The persistence daemon keeps the GPU initialised between uses, which avoids the latency hit and occasional state loss that happens when the kernel module is loaded and unloaded repeatedly:
cd /opt/nvidia
git clone https://github.com/NVIDIA/nvidia-persistenced.git
cd nvidia-persistenced/init
./install.sh
rebootVerify the driver is loaded and the service is running after reboot:
nvidia-smi
systemctl status nvidia-persistenced
Consumer NVIDIA GPUs ship with a hardcoded limit on the number of simultaneous NVENC encoding sessions (typically 3, 5 or 8 depending on generation). The keylase patch removes that restriction. Useful when running Plex / Jellyfin / Frigate transcoding workloads.
cd /opt/nvidia
git clone https://github.com/keylase/nvidia-patch.git
cd nvidia-patch
./patch.sh
The patch must be re-applied after every driver update. The keylase repo also includes patch-fbc.sh for the FBC (frame buffer capture) limit if you need it.
On the host:
ls -l /dev/nv*
Note the major numbers — they vary between systems. Typical values:
| Device | Typical major |
|---|---|
/dev/nvidia0, /dev/nvidiactl | 195 |
/dev/nvidia-uvm, /dev/nvidia-uvm-tools | 509 (varies) |
/dev/dri/* | 226 |
/dev/nvidia-modeset | 195 (shares with nvidia) |
Stop the container first if it's running. Open its config file (replace <CTID> with the container ID):
nano /etc/pve/lxc/'<'CTID'>'.confComment out any pre-existing lxc.cgroup2.devices.allow or /dev/dri lines that conflict, then append the NVIDIA wiring (adjust the major numbers to match what ls -l /dev/nv* showed on your host):
lxc.cgroup2.devices.allow: c 195:* rwm
lxc.cgroup2.devices.allow: c 509:* rwm
lxc.cgroup2.devices.allow: c 10:* rwm
lxc.cgroup2.devices.allow: c 238:* rwm
lxc.mount.entry: /dev/nvidia0 dev/nvidia0 none bind,optional,create=file
lxc.mount.entry: /dev/nvidiactl dev/nvidiactl none bind,optional,create=file
lxc.mount.entry: /dev/nvidia-uvm dev/nvidia-uvm none bind,optional,create=file
lxc.mount.entry: /dev/nvidia-modeset dev/nvidia-modeset none bind,optional,create=file
lxc.mount.entry: /dev/nvidia-uvm-tools dev/nvidia-uvm-tools none bind,optional,create=file
lxc.mount.entry: /dev/nvram dev/nvram none bind,optional,create=file
Save (Ctrl+X) and start the container.
Important
The kernel module is already loaded by the host — the container only needs the userland libraries that match the same driver version:
mkdir -p /opt/nvidia
cd /opt/nvidia
wget https://download.nvidia.com/XFree86/Linux-x86_64/'<'VERSION'>'/NVIDIA-Linux-x86_64-'<'VERSION'>'.run
chmod +x NVIDIA-Linux-x86_64-'<'VERSION'>'.run
./NVIDIA-Linux-x86_64-'<'VERSION'>'.run --no-kernel-moduleAccept the defaults at every prompt.

nvidia-smi
ls -l /dev/nv*
You should see the GPU listed and the device nodes mounted into the container's filesystem.

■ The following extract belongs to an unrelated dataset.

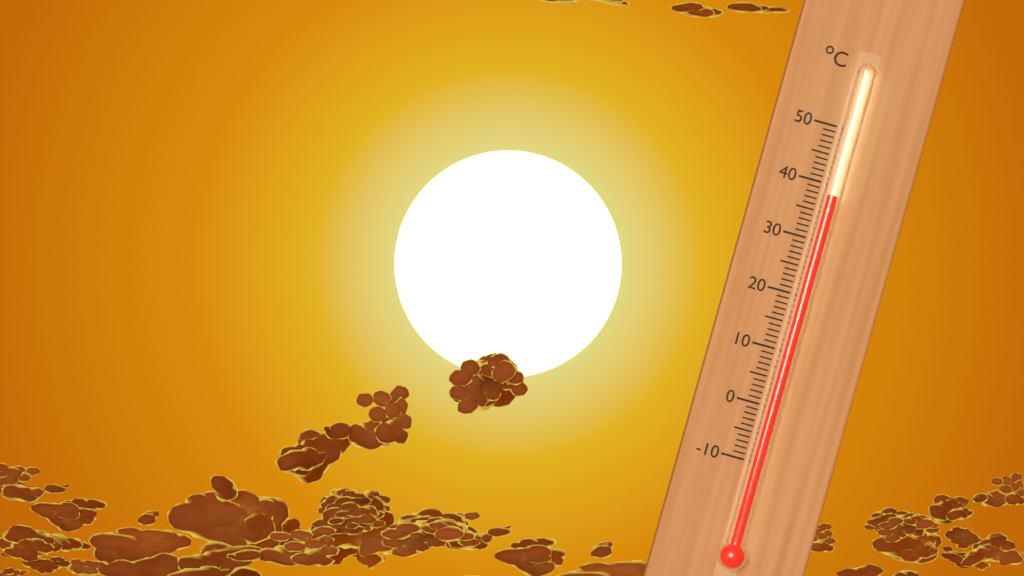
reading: 38 °C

For Plex / Jellyfin, transcode a video and check the dashboard / logs — hardware-accelerated transcoding is now active.


To wire the GPU into another container, repeat section 5 for each additional CTID. The driver install inside the container only needs to be done once per container.
If the container runs Docker and you want containers-inside-the-container to use the GPU, install nvidia-docker2. From inside the LXC:
wget https://raw.githubusercontent.com/MacRimi/manuales/main/NVIDIA/nvidia-docker.sh
chmod +x nvidia-docker.sh
./nvidia-docker.shThe script handles the repository setup, package install and Docker daemon configuration in one go.
nvidia-smi on the host shows the GPU, but inside the container it errors with "No devices found": the driver versions don't match. Re-download the same <VERSION> inside the container and run with --no-kernel-module.apt-get install pve-headers-$(uname -r) and confirm uname -r matches the running kernel../patch.sh from /opt/nvidia/nvidia-patch.systemctl status nvidia-persistenced and start / enable it.ls /dev/nv* shows nothing: the major numbers in the LXC config don't match the host's. Re-run ls -l /dev/nv* on the host and adjust the lxc.cgroup2.devices.allow lines accordingly.